Is There Life Beyond Generative Syntax? (original) (raw)

2000, Beiträge zur Geschichte der deutschen Sprache und Literatur (PBB)

This is the twenty-first volume in the valuable Blackwell Companion series of Handbooks in Linguistics, which since the late nineties has offered us insight into the state of the art of a wide range of subdisciplines within linguistics. 1 Most of these volumes are heavy tomes (usually about 800 to 900 pages), but this one caps them all with close to 4000 pages spread over five volumes (there is, however, some overlap, because the recommendations, contents, preface, index and to some extent the references are repeated in each volume). This enormous quantity is perhaps not surprising given that the study of syntax has been very much in the limelight since the Chomskyan 'revolution' in the 1960s, which shifted the centre of gravity in linguistics from the historical and mostly descriptive study of grammar -with language output or the 'performance' level firmly in a central position -to the development of a theoretical model, in which the speaker stands central; a model, in other words, in which the 'machinery' or the generation of sentences (i.e. 'competence') came to be seen as the object of study rather than the output itself. This, in turn, led to a strictly synchronic perspective being taken in grammar research. This change in perspective was important and useful at the time because it linked the study of linguistics to other scientific domains such as psychology, neurology, cognitive science etc., and to all the recent new interdisciplinary research connected with the workings of the brain. It has created renewed interest in language and has resulted in a whole range of theoretical linguistic models being developed, some of which were variants on the generative model, such as Lexical Functional Grammar (cf. Vincent 2001), Head-driven Phrase Structure Grammar (cf. Pollard and Sag 1994), and the more recent Jackendoff (2002) model, while others represented a reaction to the strictly formal model of generative grammar, resulting in the creation of 1 I would like to thank Mauro Scorretti for discussing the Italian agreement cases with me, and Robert Cloutier, Evelien Keizer, Willem Koopman, Martin Haspelmath, Hans Wank, and Franca Wesseling for their comments on and careful reading of an earlier draft.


§ Problem to solve
Every record below should be printed again exactly, with its pictures removed.
(Data shown)
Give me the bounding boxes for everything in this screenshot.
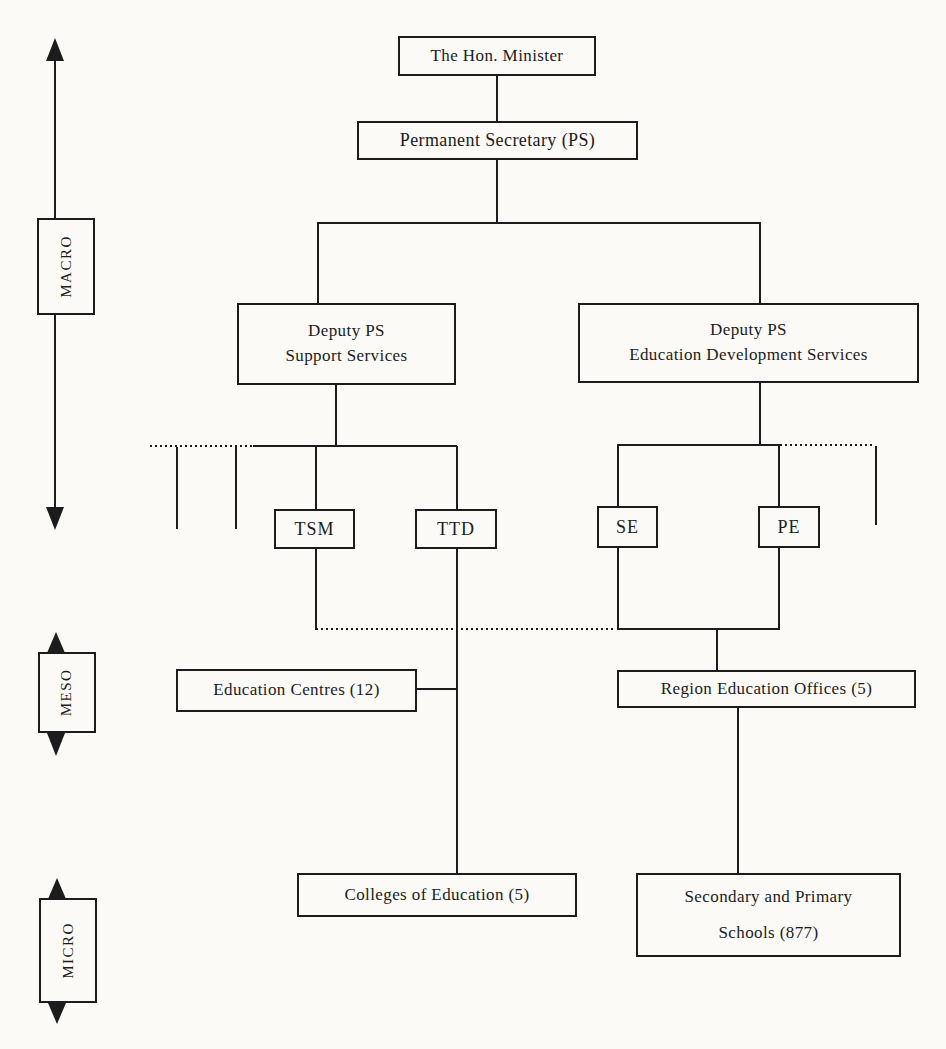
node-region-education-offices: Region Education Offices (5): [617, 670, 916, 708]
node-permanent-secretary: Permanent Secretary (PS): [357, 121, 638, 160]
deputy-support-line2: Support Services: [285, 344, 407, 369]
meso-arrow-down-icon: [47, 733, 65, 756]
schools-line1: Secondary and Primary: [685, 879, 853, 915]
micro-arrow-down-icon: [48, 1003, 66, 1024]
node-secondary-primary-schools: Secondary and Primary Schools (877): [636, 873, 901, 957]
micro-arrow-up-icon: [48, 878, 66, 899]
node-pe-label: PE: [777, 514, 800, 540]
level-label-micro-text: MICRO: [60, 922, 77, 979]
node-pe: PE: [758, 506, 820, 548]
node-se: SE: [597, 506, 658, 548]
node-education-centres-label: Education Centres (12): [213, 678, 379, 703]
node-minister-label: The Hon. Minister: [431, 44, 564, 69]
deputy-support-line1: Deputy PS: [308, 319, 385, 344]
node-deputy-ps-education-development: Deputy PS Education Development Services: [578, 303, 919, 383]
org-chart-page: The Hon. Minister Permanent Secretary (P…: [0, 0, 946, 1049]
node-ttd-label: TTD: [437, 516, 475, 542]
macro-arrow-down-icon: [46, 507, 64, 530]
level-label-meso-text: MESO: [59, 669, 76, 717]
deputy-education-line2: Education Development Services: [629, 343, 868, 368]
level-label-micro: MICRO: [39, 898, 97, 1003]
macro-arrow-up-icon: [46, 38, 64, 61]
node-colleges-of-education-label: Colleges of Education (5): [344, 883, 529, 908]
node-region-education-offices-label: Region Education Offices (5): [661, 677, 873, 702]
node-deputy-ps-support-services: Deputy PS Support Services: [237, 303, 456, 385]
node-education-centres: Education Centres (12): [176, 669, 417, 712]
node-tsm: TSM: [274, 509, 355, 549]
level-label-meso: MESO: [38, 652, 96, 733]
node-se-label: SE: [616, 514, 639, 540]
level-label-macro-text: MACRO: [58, 235, 75, 298]
node-minister: The Hon. Minister: [398, 36, 596, 76]
deputy-education-line1: Deputy PS: [710, 318, 787, 343]
node-colleges-of-education: Colleges of Education (5): [297, 873, 577, 917]
meso-arrow-up-icon: [47, 632, 65, 653]
node-permanent-secretary-label: Permanent Secretary (PS): [400, 127, 596, 153]
schools-line2: Schools (877): [718, 915, 818, 951]
node-ttd: TTD: [415, 509, 497, 549]
level-label-macro: MACRO: [37, 218, 95, 315]
node-tsm-label: TSM: [294, 516, 334, 542]
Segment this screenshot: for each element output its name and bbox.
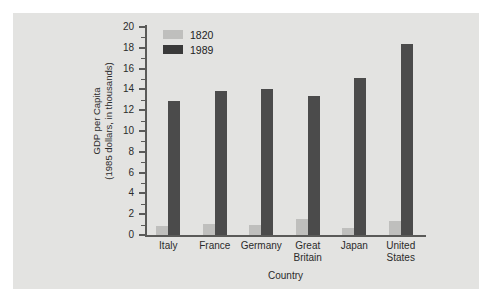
legend-item-1820: 1820 (163, 28, 237, 41)
bar-germany-1989 (261, 89, 273, 235)
y-axis-tick-label: 4 (108, 188, 134, 198)
chart-figure: GDP per Capita (1985 dollars, in thousan… (0, 0, 493, 303)
x-axis-tick-label-line: States (378, 252, 425, 264)
x-axis-tick-label: France (192, 240, 239, 252)
legend-swatch-icon (163, 30, 183, 39)
plot-area (145, 27, 424, 235)
chart-legend: 18201989 (163, 28, 237, 58)
bar-italy-1820 (156, 226, 168, 235)
bar-japan-1820 (342, 228, 354, 235)
y-axis-label-line1: GDP per Capita (91, 26, 103, 216)
y-axis-tick-label: 6 (108, 168, 134, 178)
x-axis-tick-label-line: France (192, 240, 239, 252)
x-axis-label: Country (145, 270, 426, 281)
x-axis-tick-label-line: Germany (238, 240, 285, 252)
x-axis-tick-label: Japan (331, 240, 378, 252)
bar-great-britain-1989 (308, 96, 320, 235)
y-axis-tick-label: 2 (108, 209, 134, 219)
y-axis-tick-label: 16 (108, 64, 134, 74)
bar-italy-1989 (168, 101, 180, 235)
x-axis-tick-label: GreatBritain (285, 240, 332, 264)
legend-item-1989: 1989 (163, 43, 237, 56)
x-axis-spine (145, 235, 426, 237)
y-axis-tick-label: 8 (108, 147, 134, 157)
y-axis-tick-labels: 02468101214161820 (108, 0, 134, 303)
legend-label: 1989 (190, 44, 213, 56)
x-axis-tick-label-line: Japan (331, 240, 378, 252)
bar-united-states-1989 (401, 44, 413, 235)
x-axis-tick-label: UnitedStates (378, 240, 425, 264)
bar-france-1989 (215, 91, 227, 235)
bar-france-1820 (203, 224, 215, 235)
y-axis-tick-label: 12 (108, 105, 134, 115)
y-axis-tick-label: 0 (108, 230, 134, 240)
y-axis-tick-label: 20 (108, 22, 134, 32)
x-axis-tick-label-line: Britain (285, 252, 332, 264)
bar-united-states-1820 (389, 221, 401, 235)
bar-great-britain-1820 (296, 219, 308, 235)
bar-japan-1989 (354, 78, 366, 235)
legend-label: 1820 (190, 29, 213, 41)
x-axis-tick-label: Italy (145, 240, 192, 252)
x-axis-tick-label: Germany (238, 240, 285, 252)
x-axis-tick-label-line: Great (285, 240, 332, 252)
y-axis-tick-label: 18 (108, 43, 134, 53)
x-axis-tick-label-line: Italy (145, 240, 192, 252)
x-axis-tick-label-line: United (378, 240, 425, 252)
y-axis-tick-label: 14 (108, 84, 134, 94)
bar-germany-1820 (249, 225, 261, 235)
y-axis-tick-label: 10 (108, 126, 134, 136)
legend-swatch-icon (163, 45, 183, 54)
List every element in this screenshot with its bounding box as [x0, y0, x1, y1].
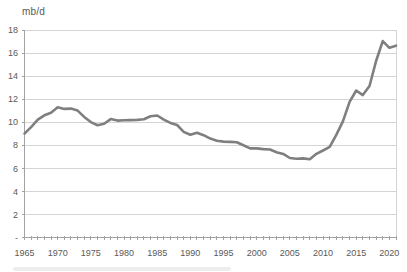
x-axis-tick-label: 1975	[81, 248, 101, 258]
y-axis-tick-label: 14	[8, 71, 18, 81]
chart-canvas: 18161412108642-1965197019751980198519901…	[0, 0, 407, 272]
y-axis-tick-label: 10	[8, 117, 18, 127]
y-axis-tick-label: -	[15, 233, 18, 243]
x-axis-tick-label: 2010	[313, 248, 333, 258]
x-axis-tick-label: 2020	[379, 248, 399, 258]
x-axis-tick-label: 2000	[247, 248, 267, 258]
y-axis-tick-label: 4	[13, 187, 18, 197]
data-line-oil-production	[25, 41, 397, 159]
line-chart-figure: mb/d 18161412108642-19651970197519801985…	[0, 0, 407, 272]
x-axis-tick-label: 1985	[147, 248, 167, 258]
cropped-caption-remnant	[13, 267, 231, 271]
x-axis-tick-label: 1995	[214, 248, 234, 258]
x-axis-tick-label: 1965	[14, 248, 34, 258]
x-axis-tick-label: 2005	[280, 248, 300, 258]
y-axis-tick-label: 18	[8, 25, 18, 35]
y-axis-tick-label: 8	[13, 140, 18, 150]
y-axis-tick-label: 12	[8, 94, 18, 104]
x-axis-tick-label: 1980	[114, 248, 134, 258]
y-axis-tick-label: 16	[8, 48, 18, 58]
y-axis-tick-label: 2	[13, 210, 18, 220]
x-axis-tick-label: 2015	[346, 248, 366, 258]
y-axis-tick-label: 6	[13, 164, 18, 174]
x-axis-tick-label: 1970	[48, 248, 68, 258]
x-axis-tick-label: 1990	[180, 248, 200, 258]
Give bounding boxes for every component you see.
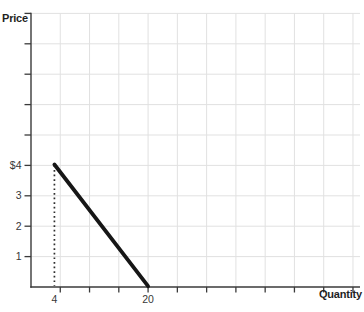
chart-canvas: $4321420 [0, 0, 364, 312]
y-tick-label: $4 [10, 159, 22, 171]
price-quantity-demand-chart: Price $4321420 Quantity [0, 0, 364, 312]
x-tick-label: 20 [142, 293, 154, 305]
y-tick-label: 2 [16, 220, 22, 232]
y-tick-label: 3 [16, 189, 22, 201]
x-tick-label: 4 [51, 293, 57, 305]
y-tick-label: 1 [16, 250, 22, 262]
x-axis-title: Quantity [319, 288, 362, 300]
demand-curve-line [54, 165, 148, 287]
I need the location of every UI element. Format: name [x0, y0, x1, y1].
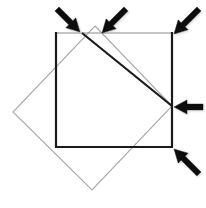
(End Data shown)
§ Response
Give me the bounding boxes for everything in this screenshot.
node-region-education-offices: Region Education Offices (5): [617, 670, 916, 708]
node-permanent-secretary: Permanent Secretary (PS): [357, 121, 638, 160]
deputy-support-line2: Support Services: [285, 344, 407, 369]
meso-arrow-down-icon: [47, 733, 65, 756]
schools-line1: Secondary and Primary: [685, 879, 853, 915]
micro-arrow-down-icon: [48, 1003, 66, 1024]
node-secondary-primary-schools: Secondary and Primary Schools (877): [636, 873, 901, 957]
micro-arrow-up-icon: [48, 878, 66, 899]
node-pe-label: PE: [777, 514, 800, 540]
level-label-micro-text: MICRO: [60, 922, 77, 979]
node-pe: PE: [758, 506, 820, 548]
node-se: SE: [597, 506, 658, 548]
node-education-centres-label: Education Centres (12): [213, 678, 379, 703]
node-minister-label: The Hon. Minister: [431, 44, 564, 69]
deputy-support-line1: Deputy PS: [308, 319, 385, 344]
node-deputy-ps-education-development: Deputy PS Education Development Services: [578, 303, 919, 383]
org-chart-page: The Hon. Minister Permanent Secretary (P…: [0, 0, 946, 1049]
node-ttd-label: TTD: [437, 516, 475, 542]
macro-arrow-down-icon: [46, 507, 64, 530]
level-label-meso-text: MESO: [59, 669, 76, 717]
deputy-education-line2: Education Development Services: [629, 343, 868, 368]
level-label-micro: MICRO: [39, 898, 97, 1003]
macro-arrow-up-icon: [46, 38, 64, 61]
node-colleges-of-education-label: Colleges of Education (5): [344, 883, 529, 908]
node-region-education-offices-label: Region Education Offices (5): [661, 677, 873, 702]
node-deputy-ps-support-services: Deputy PS Support Services: [237, 303, 456, 385]
node-education-centres: Education Centres (12): [176, 669, 417, 712]
node-tsm: TSM: [274, 509, 355, 549]
level-label-meso: MESO: [38, 652, 96, 733]
node-se-label: SE: [616, 514, 639, 540]
level-label-macro-text: MACRO: [58, 235, 75, 298]
node-minister: The Hon. Minister: [398, 36, 596, 76]
deputy-education-line1: Deputy PS: [710, 318, 787, 343]
node-colleges-of-education: Colleges of Education (5): [297, 873, 577, 917]
meso-arrow-up-icon: [47, 632, 65, 653]
node-permanent-secretary-label: Permanent Secretary (PS): [400, 127, 596, 153]
schools-line2: Schools (877): [718, 915, 818, 951]
node-ttd: TTD: [415, 509, 497, 549]
level-label-macro: MACRO: [37, 218, 95, 315]
node-tsm-label: TSM: [294, 516, 334, 542]
Segment this screenshot: for each element output its name and bbox.
legend-item-1820: 1820 (163, 28, 237, 41)
bar-germany-1989 (261, 89, 273, 235)
y-axis-tick-label: 4 (108, 188, 134, 198)
chart-figure: GDP per Capita (1985 dollars, in thousan… (0, 0, 493, 303)
x-axis-tick-label-line: States (378, 252, 425, 264)
x-axis-tick-label: France (192, 240, 239, 252)
legend-swatch-icon (163, 30, 183, 39)
plot-area (145, 27, 424, 235)
chart-legend: 18201989 (163, 28, 237, 58)
bar-italy-1820 (156, 226, 168, 235)
bar-japan-1820 (342, 228, 354, 235)
y-axis-label-line1: GDP per Capita (91, 26, 103, 216)
y-axis-tick-label: 6 (108, 168, 134, 178)
x-axis-tick-label-line: France (192, 240, 239, 252)
x-axis-label: Country (145, 270, 426, 281)
x-axis-tick-label-line: Germany (238, 240, 285, 252)
x-axis-tick-label: Japan (331, 240, 378, 252)
bar-great-britain-1989 (308, 96, 320, 235)
y-axis-tick-label: 2 (108, 209, 134, 219)
y-axis-tick-label: 16 (108, 64, 134, 74)
bar-italy-1989 (168, 101, 180, 235)
x-axis-tick-label: GreatBritain (285, 240, 332, 264)
legend-item-1989: 1989 (163, 43, 237, 56)
x-axis-spine (145, 235, 426, 237)
y-axis-tick-label: 8 (108, 147, 134, 157)
y-axis-tick-labels: 02468101214161820 (108, 0, 134, 303)
legend-label: 1989 (190, 44, 213, 56)
x-axis-tick-label-line: Japan (331, 240, 378, 252)
bar-united-states-1989 (401, 44, 413, 235)
x-axis-tick-label: UnitedStates (378, 240, 425, 264)
bar-france-1989 (215, 91, 227, 235)
bar-france-1820 (203, 224, 215, 235)
y-axis-tick-label: 12 (108, 105, 134, 115)
y-axis-tick-label: 0 (108, 230, 134, 240)
y-axis-tick-label: 20 (108, 22, 134, 32)
x-axis-tick-label-line: Britain (285, 252, 332, 264)
bar-united-states-1820 (389, 221, 401, 235)
bar-great-britain-1820 (296, 219, 308, 235)
bar-japan-1989 (354, 78, 366, 235)
legend-label: 1820 (190, 29, 213, 41)
x-axis-tick-label: Italy (145, 240, 192, 252)
x-axis-tick-label: Germany (238, 240, 285, 252)
x-axis-tick-label-line: Great (285, 240, 332, 252)
y-axis-tick-label: 18 (108, 43, 134, 53)
x-axis-tick-label-line: Italy (145, 240, 192, 252)
x-axis-tick-label-line: United (378, 240, 425, 252)
y-axis-tick-label: 14 (108, 84, 134, 94)
bar-germany-1820 (249, 225, 261, 235)
y-axis-tick-label: 10 (108, 126, 134, 136)
legend-swatch-icon (163, 45, 183, 54)
List every element in this screenshot with its bounding box as [x0, y0, x1, y1].
x-axis-tick-label: 1975	[81, 248, 101, 258]
y-axis-tick-label: 14	[8, 71, 18, 81]
chart-canvas: 18161412108642-1965197019751980198519901…	[0, 0, 407, 272]
y-axis-tick-label: 10	[8, 117, 18, 127]
y-axis-tick-label: -	[15, 233, 18, 243]
x-axis-tick-label: 2010	[313, 248, 333, 258]
x-axis-tick-label: 2020	[379, 248, 399, 258]
x-axis-tick-label: 2000	[247, 248, 267, 258]
y-axis-tick-label: 4	[13, 187, 18, 197]
data-line-oil-production	[25, 41, 397, 159]
line-chart-figure: mb/d 18161412108642-19651970197519801985…	[0, 0, 407, 272]
x-axis-tick-label: 1985	[147, 248, 167, 258]
cropped-caption-remnant	[13, 267, 231, 271]
x-axis-tick-label: 1995	[214, 248, 234, 258]
x-axis-tick-label: 1965	[14, 248, 34, 258]
x-axis-tick-label: 2005	[280, 248, 300, 258]
y-axis-tick-label: 18	[8, 25, 18, 35]
y-axis-tick-label: 8	[13, 140, 18, 150]
y-axis-tick-label: 12	[8, 94, 18, 104]
x-axis-tick-label: 1980	[114, 248, 134, 258]
y-axis-tick-label: 16	[8, 48, 18, 58]
y-axis-tick-label: 2	[13, 210, 18, 220]
x-axis-tick-label: 2015	[346, 248, 366, 258]
y-axis-tick-label: 6	[13, 164, 18, 174]
x-axis-tick-label: 1970	[48, 248, 68, 258]
x-axis-tick-label: 1990	[180, 248, 200, 258]
Give bounding boxes for every component you see.
chart-canvas: $4321420 [0, 0, 364, 312]
y-tick-label: $4 [10, 159, 22, 171]
price-quantity-demand-chart: Price $4321420 Quantity [0, 0, 364, 312]
x-tick-label: 20 [142, 293, 154, 305]
y-tick-label: 2 [16, 220, 22, 232]
y-tick-label: 3 [16, 189, 22, 201]
x-tick-label: 4 [51, 293, 57, 305]
y-tick-label: 1 [16, 250, 22, 262]
x-axis-title: Quantity [319, 288, 362, 300]
demand-curve-line [54, 165, 148, 287]
I need the location of every UI element. Format: name [x0, y0, x1, y1].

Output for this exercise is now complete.